Big Bouncer is Watching You!

Big Bouncer is Watching You!

“Can I just have your details?” asks Mario M, the owner and operator of NightKey, before the interview gets underway. His philosophy: it’s best to know who you’re is dealing with. It’s a philosophy he developed during his 25 years in the hospitality industry, mostly running the Metropolis nightclub in Freemantle. Mario left the Metropolis in 2008, to launch NightKey, his globally patented fingerprint identification system for the hospitality industry. The system has since been installed in around 20 licensed venues around Australia including the Coogee Bay Hotel, the Lone Pine Tavern in Rooty Hill, and will be with the soon-to-be-opened Friction in Parramatta. “Offenders are quite often multiple offenders” he explains, this system helps keep them out.

Civil libertarians reacted with outrage to the systems introduction, with Cameron Murphy, President of the New South Wales Council for Civil Liberties denouncing it as an “outrageous invasion of privacy”. He goes on to say that the National Privacy Principles state that information collected by private companies should only be “relevant to delivering the service in question” and that there is “nothing about having a drink” that makes people’s fingerprints relevant. Beyond this, he warned, echoing concerns voiced by others, that there was also a “serious problem in terms of a risk of misuse”, and that “fingerprint information that’s stored there will probably be provided to third parties”. This he said, put venues that used the technology at “at enormous liability if that information is misused.”

Punters have also complained, particularly those who have paid in advance for an event or waited in a long queue to find that it has all been in vain if they object to fingerprinting.

Mario, however, insists that his company does not store finger prints, saying the “Fingerpin” that is recorded is not a digital photo of the print, but just enough information for the print to be recognized if scanned again. He goes on to assure his critics that the private data – such as the “Fingerpins”, and importantly, scans of identification containing addresses- which is stored in his company’s Perth databases, is accessible only to him, his four staff, and upon a request made by both a venue manager and a police officer. Even then, for either party to have access, an offense must have occurred within the venues premises, and the alleged offender must be identified on video surveillance. Beyond that, only the names and dates of births are available to the venues, and those not flagged are deleted after 28 days. He goes on to add that anytime the data is accessed a full “audit trail” is produced and that his books are open to the Australian Privacy Commission. He added that in his opinion it is “inevitable the biometrics will be used more and more in every industry simply because they can’t be duplicated [like physical IDs].”

Mario, however, is not dismissive of the issues raised by people like Cameron Murphy, saying to them, “I see your point”. The whole point of his system, he says, is to give venues a reliable way to keep troublemakers out that doesn’t breach the Australian Privacy Act. Beyond this he welcomed the idea of further regulation specifically regarding this kind of technology, saying a worst case scenario could develop where patrons would be asked to scan on “a laptop with a few plug-ins” posing as “a secure ID scanner”.

He goes on to extol the virtues of the system saying “it does change the way they behave” and describes it as “social engineering”.

I asked him if he was aware of the French philosopher Michael Foucault and his ideas about how increasing surveillance was at the core of modernity itself and all modern institutions. He said he wasn’t familiar with him but that he sounded like a smart guy. I didn’t bother to tell him that Foucault said the purest example of this kind of mentality was expressed in the design of the Panopticon, a kind of prison designed to make the incarcerated feel like they’re constantly under surveillance – creating a sentiment of an invisible omniscience, ensuring obedience.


> _How to complete this task_
Which lines hold the word "Gift"? Copy each of them from the material.

> _Data records_
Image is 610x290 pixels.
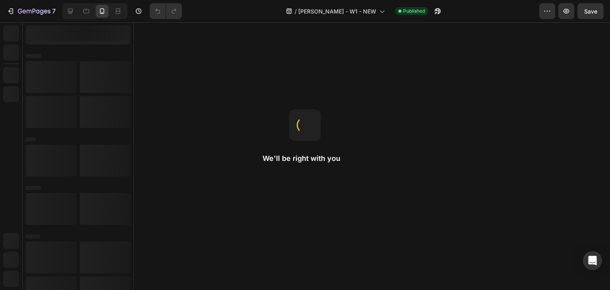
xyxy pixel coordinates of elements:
[403,8,425,15] span: Published
[298,7,376,15] span: [PERSON_NAME] - W1 - NEW
[150,3,182,19] div: Undo/Redo
[3,3,59,19] button: 7
[294,7,296,15] span: /
[577,3,603,19] button: Save
[584,8,597,15] span: Save
[262,154,347,163] h2: We'll be right with you
[52,6,56,16] p: 7
[583,251,602,270] div: Open Intercom Messenger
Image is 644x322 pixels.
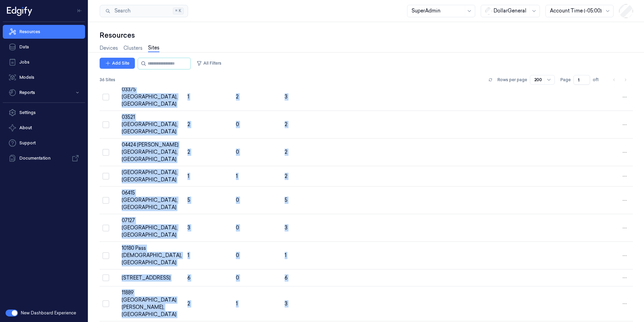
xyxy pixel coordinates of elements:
[100,44,118,52] a: Devices
[236,301,237,307] span: 1
[121,169,182,183] div: [GEOGRAPHIC_DATA], [GEOGRAPHIC_DATA]
[609,75,630,85] nav: pagination
[285,301,287,307] span: 3
[193,58,224,69] button: All Filters
[187,149,190,155] span: 2
[100,5,188,17] button: Search⌘K
[3,151,85,165] a: Documentation
[102,94,109,101] button: Select row
[187,225,190,231] span: 3
[3,70,85,84] a: Models
[187,197,190,203] span: 5
[112,7,130,15] span: Search
[100,76,115,83] span: 36 Sites
[236,173,237,179] span: 1
[102,121,109,128] button: Select row
[148,44,159,52] a: Sites
[100,30,633,40] div: Resources
[3,25,85,39] a: Resources
[102,197,109,204] button: Select row
[121,217,182,239] div: 07127 [GEOGRAPHIC_DATA], [GEOGRAPHIC_DATA]
[187,94,189,100] span: 1
[121,274,182,282] div: [STREET_ADDRESS]
[236,225,239,231] span: 0
[285,94,287,100] span: 3
[187,301,190,307] span: 2
[285,252,286,258] span: 1
[3,85,85,99] button: Reports
[102,300,109,307] button: Select row
[102,173,109,180] button: Select row
[124,44,142,52] a: Clusters
[187,121,190,128] span: 2
[285,225,287,231] span: 3
[121,114,182,135] div: 03521 [GEOGRAPHIC_DATA], [GEOGRAPHIC_DATA]
[497,76,527,83] p: Rows per page
[187,275,190,281] span: 6
[3,121,85,135] button: About
[236,252,239,258] span: 0
[285,275,287,281] span: 6
[285,173,287,179] span: 2
[102,225,109,232] button: Select row
[100,58,135,69] button: Add Site
[74,5,85,16] button: Toggle Navigation
[3,55,85,69] a: Jobs
[102,252,109,259] button: Select row
[121,141,182,163] div: 04424 [PERSON_NAME][GEOGRAPHIC_DATA], [GEOGRAPHIC_DATA]
[187,173,189,179] span: 1
[236,275,239,281] span: 0
[3,40,85,54] a: Data
[3,106,85,120] a: Settings
[102,149,109,156] button: Select row
[121,189,182,211] div: 06415 [GEOGRAPHIC_DATA], [GEOGRAPHIC_DATA]
[121,86,182,108] div: 03375 [GEOGRAPHIC_DATA], [GEOGRAPHIC_DATA]
[560,76,571,83] span: Page
[187,252,189,258] span: 1
[285,197,287,203] span: 5
[121,289,182,318] div: 11889 [GEOGRAPHIC_DATA][PERSON_NAME], [GEOGRAPHIC_DATA]
[236,197,239,203] span: 0
[285,121,287,128] span: 2
[236,94,238,100] span: 2
[285,149,287,155] span: 2
[236,149,239,155] span: 0
[121,244,182,266] div: 10180 Pass [DEMOGRAPHIC_DATA], [GEOGRAPHIC_DATA]
[593,76,604,83] span: of 1
[3,136,85,150] a: Support
[102,274,109,281] button: Select row
[236,121,239,128] span: 0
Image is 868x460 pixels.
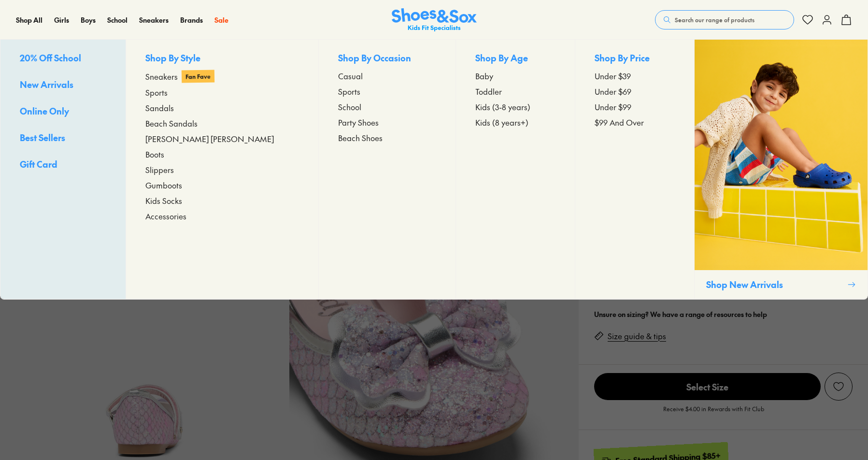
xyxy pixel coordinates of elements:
[145,102,299,113] a: Sandals
[338,51,436,66] p: Shop By Occasion
[145,71,177,82] span: Sneakers
[215,15,228,25] a: Sale
[338,116,436,128] a: Party Shoes
[145,70,299,83] a: Sneakers Fan Fave
[475,116,529,128] span: Kids (8 years+)
[338,132,383,143] span: Beach Shoes
[475,51,556,66] p: Shop By Age
[475,116,556,128] a: Kids (8 years+)
[145,51,299,66] p: Shop By Style
[20,104,107,119] a: Online Only
[706,277,843,291] p: Shop New Arrivals
[475,101,556,112] a: Kids (3-8 years)
[145,179,182,191] span: Gumboots
[694,39,867,299] a: Shop New Arrivals
[338,70,363,82] span: Casual
[655,10,794,29] button: Search our range of products
[139,15,169,25] a: Sneakers
[663,405,764,422] p: Receive $4.00 in Rewards with Fit Club
[180,15,203,25] a: Brands
[594,70,631,82] span: Under $39
[145,210,186,222] span: Accessories
[145,133,299,145] a: [PERSON_NAME] [PERSON_NAME]
[392,8,477,32] a: Shoes & Sox
[145,148,164,160] span: Boots
[594,70,675,82] a: Under $39
[182,69,215,83] p: Fan Fave
[20,131,65,143] span: Best Sellers
[145,118,198,129] span: Beach Sandals
[475,70,493,82] span: Baby
[475,85,502,97] span: Toddler
[20,105,69,117] span: Online Only
[107,15,128,25] a: School
[145,179,299,191] a: Gumboots
[594,116,644,128] span: $99 And Over
[80,15,96,25] a: Boys
[20,158,58,170] span: Gift Card
[145,86,168,98] span: Sports
[20,78,107,93] a: New Arrivals
[607,331,666,342] a: Size guide & tips
[594,373,821,400] span: Select Size
[475,101,530,112] span: Kids (3-8 years)
[392,8,477,32] img: SNS_Logo_Responsive.svg
[338,101,436,112] a: School
[145,195,299,206] a: Kids Socks
[20,51,107,66] a: 20% Off School
[338,101,361,112] span: School
[824,372,853,400] button: Add to Wishlist
[338,85,436,97] a: Sports
[20,52,81,64] span: 20% Off School
[145,164,174,175] span: Slippers
[594,85,631,97] span: Under $69
[338,116,379,128] span: Party Shoes
[54,15,69,25] a: Girls
[145,102,174,113] span: Sandals
[20,158,107,172] a: Gift Card
[475,70,556,82] a: Baby
[16,15,42,25] a: Shop All
[145,118,299,129] a: Beach Sandals
[475,85,556,97] a: Toddler
[594,51,675,66] p: Shop By Price
[20,78,74,91] span: New Arrivals
[145,195,182,206] span: Kids Socks
[338,85,361,97] span: Sports
[145,210,299,222] a: Accessories
[338,132,436,143] a: Beach Shoes
[694,39,867,270] img: SNS_WEBASSETS_CollectionHero_1280x1600_2_fb232889-267f-4fcf-bba8-825bf368b813.png
[594,309,853,319] div: Unsure on sizing? We have a range of resources to help
[594,116,675,128] a: $99 And Over
[145,133,274,145] span: [PERSON_NAME] [PERSON_NAME]
[594,85,675,97] a: Under $69
[675,15,754,24] span: Search our range of products
[594,101,675,112] a: Under $99
[594,372,821,400] button: Select Size
[338,70,436,82] a: Casual
[145,148,299,160] a: Boots
[20,131,107,146] a: Best Sellers
[145,86,299,98] a: Sports
[594,101,631,112] span: Under $99
[145,164,299,175] a: Slippers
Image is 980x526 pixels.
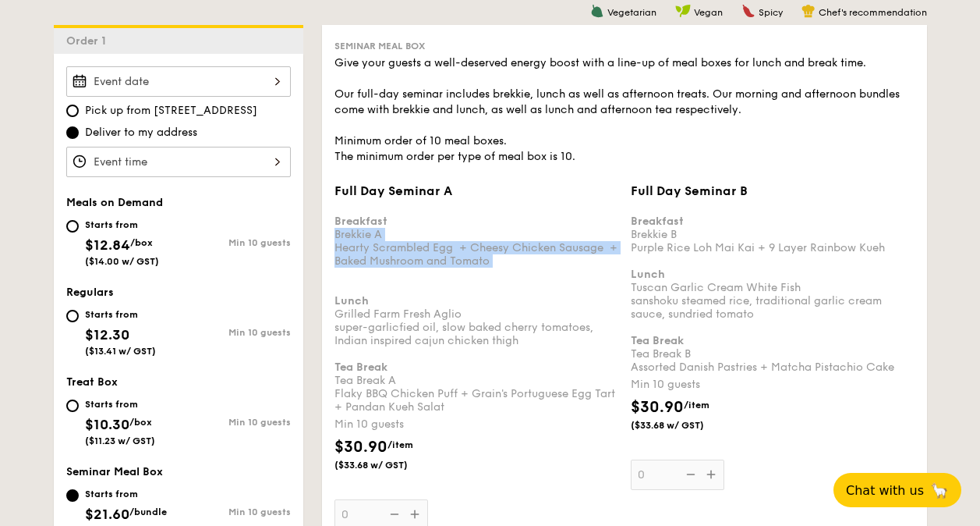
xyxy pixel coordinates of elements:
[85,256,159,267] span: ($14.00 w/ GST)
[387,439,413,450] span: /item
[334,55,914,165] div: Give your guests a well-deserved energy boost with a line-up of meal boxes for lunch and break ti...
[631,183,747,198] span: Full Day Seminar B
[66,105,78,117] input: Pick up from [STREET_ADDRESS]
[85,416,129,433] span: $10.30
[334,40,425,51] span: Seminar Meal Box
[66,285,114,299] span: Regulars
[631,419,736,431] span: ($33.68 w/ GST)
[178,417,291,428] div: Min 10 guests
[178,327,291,337] div: Min 10 guests
[834,473,961,507] button: Chat with us🦙
[819,7,927,18] span: Chef's recommendation
[631,398,683,417] span: $30.90
[66,220,78,232] input: Starts from$12.84/box($14.00 w/ GST)Min 10 guests
[693,7,723,18] span: Vegan
[801,4,815,18] img: icon-chef-hat.a58ddaea.svg
[631,334,683,347] b: Tea Break
[334,183,452,198] span: Full Day Seminar A
[66,489,78,501] input: Starts from$21.60/bundle($23.54 w/ GST)Min 10 guests
[66,127,78,139] input: Deliver to my address
[334,437,387,456] span: $30.90
[130,237,153,248] span: /box
[607,7,656,18] span: Vegetarian
[178,506,291,517] div: Min 10 guests
[85,487,167,500] div: Starts from
[85,345,156,356] span: ($13.41 w/ GST)
[85,505,129,523] span: $21.60
[85,103,257,119] span: Pick up from [STREET_ADDRESS]
[334,417,618,432] div: Min 10 guests
[178,237,291,248] div: Min 10 guests
[85,125,197,140] span: Deliver to my address
[631,268,665,280] b: Lunch
[758,7,783,18] span: Spicy
[66,310,78,322] input: Starts from$12.30($13.41 w/ GST)Min 10 guests
[930,481,948,499] span: 🦙
[675,4,690,18] img: icon-vegan.f8ff3823.svg
[334,294,369,307] b: Lunch
[66,67,291,97] input: Event date
[683,399,709,410] span: /item
[334,215,387,227] b: Breakfast
[590,4,604,18] img: icon-vegetarian.fe4039eb.svg
[334,360,387,374] b: Tea Break
[845,482,924,497] span: Chat with us
[85,308,156,321] div: Starts from
[334,459,440,471] span: ($33.68 w/ GST)
[631,215,683,227] b: Breakfast
[66,147,291,177] input: Event time
[631,201,914,374] div: Brekkie B Purple Rice Loh Mai Kai + 9 Layer Rainbow Kueh Tuscan Garlic Cream White Fish sanshoku ...
[85,398,155,410] div: Starts from
[741,4,755,18] img: icon-spicy.37a8142b.svg
[129,506,167,517] span: /bundle
[631,377,914,392] div: Min 10 guests
[66,465,163,478] span: Seminar Meal Box
[85,219,159,231] div: Starts from
[85,236,130,253] span: $12.84
[66,375,118,388] span: Treat Box
[66,399,78,412] input: Starts from$10.30/box($11.23 w/ GST)Min 10 guests
[66,196,163,209] span: Meals on Demand
[85,435,155,446] span: ($11.23 w/ GST)
[129,417,152,428] span: /box
[66,34,112,48] span: Order 1
[85,326,129,343] span: $12.30
[334,201,618,414] div: Brekkie A Hearty Scrambled Egg + Cheesy Chicken Sausage + Baked Mushroom and Tomato Grilled Farm ...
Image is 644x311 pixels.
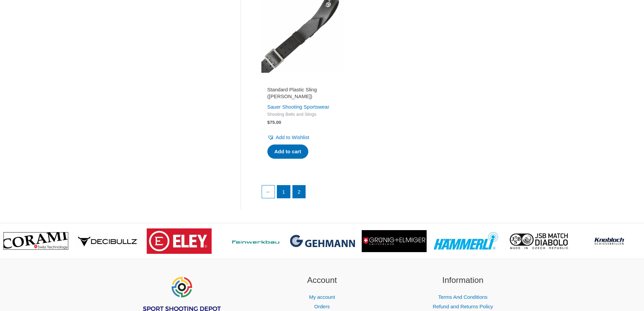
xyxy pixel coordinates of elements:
[401,274,525,287] h2: Information
[268,133,309,142] a: Add to Wishlist
[276,134,309,140] span: Add to Wishlist
[433,304,493,310] a: Refund and Returns Policy
[268,112,338,117] span: Shooting Belts and Slings
[268,86,338,100] h2: Standard Plastic Sling ([PERSON_NAME])
[293,186,306,199] span: Page 2
[261,185,525,202] nav: Product Pagination
[147,228,212,254] img: brand logo
[277,186,290,199] a: Page 1
[260,274,384,287] h2: Account
[268,120,281,125] bdi: 75.00
[268,120,270,125] span: $
[309,294,335,300] a: My account
[438,294,488,300] a: Terms And Conditions
[268,78,338,86] iframe: Customer reviews powered by Trustpilot
[268,104,329,109] a: Sauer Shooting Sportswear
[262,186,275,199] a: ←
[315,304,330,310] a: Orders
[268,145,308,159] a: Add to cart: “Standard Plastic Sling (SAUER)”
[268,86,338,102] a: Standard Plastic Sling ([PERSON_NAME])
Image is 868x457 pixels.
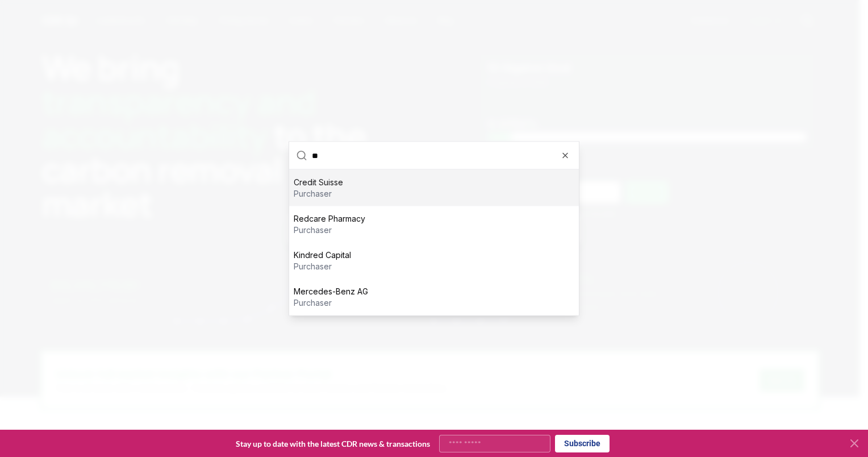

> _Output of the task_
[20,158,58,170] span: Gift Card
[20,158,107,172] a: Gift Card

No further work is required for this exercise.